Collected data entries
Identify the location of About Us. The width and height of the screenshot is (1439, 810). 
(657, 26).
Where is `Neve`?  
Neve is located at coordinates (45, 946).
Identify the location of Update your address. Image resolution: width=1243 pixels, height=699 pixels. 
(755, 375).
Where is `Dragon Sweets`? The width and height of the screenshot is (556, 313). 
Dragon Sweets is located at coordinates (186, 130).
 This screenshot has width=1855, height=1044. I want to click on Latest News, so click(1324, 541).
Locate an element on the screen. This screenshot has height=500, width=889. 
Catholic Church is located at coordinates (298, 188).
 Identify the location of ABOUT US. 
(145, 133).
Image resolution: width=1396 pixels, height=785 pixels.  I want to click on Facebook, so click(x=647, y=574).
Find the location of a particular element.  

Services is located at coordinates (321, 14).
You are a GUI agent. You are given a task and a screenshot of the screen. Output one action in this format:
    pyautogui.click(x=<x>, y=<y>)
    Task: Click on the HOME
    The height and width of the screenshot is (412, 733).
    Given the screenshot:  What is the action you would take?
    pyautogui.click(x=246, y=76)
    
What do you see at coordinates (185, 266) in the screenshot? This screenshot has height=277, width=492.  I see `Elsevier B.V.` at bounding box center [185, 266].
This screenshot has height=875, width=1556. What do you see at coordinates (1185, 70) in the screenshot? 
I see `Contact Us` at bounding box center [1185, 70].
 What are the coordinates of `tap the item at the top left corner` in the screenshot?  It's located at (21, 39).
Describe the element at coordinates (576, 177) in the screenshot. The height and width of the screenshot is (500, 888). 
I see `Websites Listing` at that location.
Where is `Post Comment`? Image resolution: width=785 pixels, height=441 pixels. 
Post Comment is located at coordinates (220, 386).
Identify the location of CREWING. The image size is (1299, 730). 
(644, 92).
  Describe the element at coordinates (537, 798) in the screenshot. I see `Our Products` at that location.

*Work to be completed:* Each line above from the one with "Image resolution: width=1396" up to and including the one with "pyautogui.click(x=<x>, y=<y>)" must be set down exactly, and no line outside that span may appear.

*Exercise output:*
Image resolution: width=1396 pixels, height=785 pixels.  I want to click on Facebook, so click(x=647, y=574).
Find the location of a particular element.  

Services is located at coordinates (321, 14).
You are a GUI agent. You are given a task and a screenshot of the screen. Output one action in this format:
    pyautogui.click(x=<x>, y=<y>)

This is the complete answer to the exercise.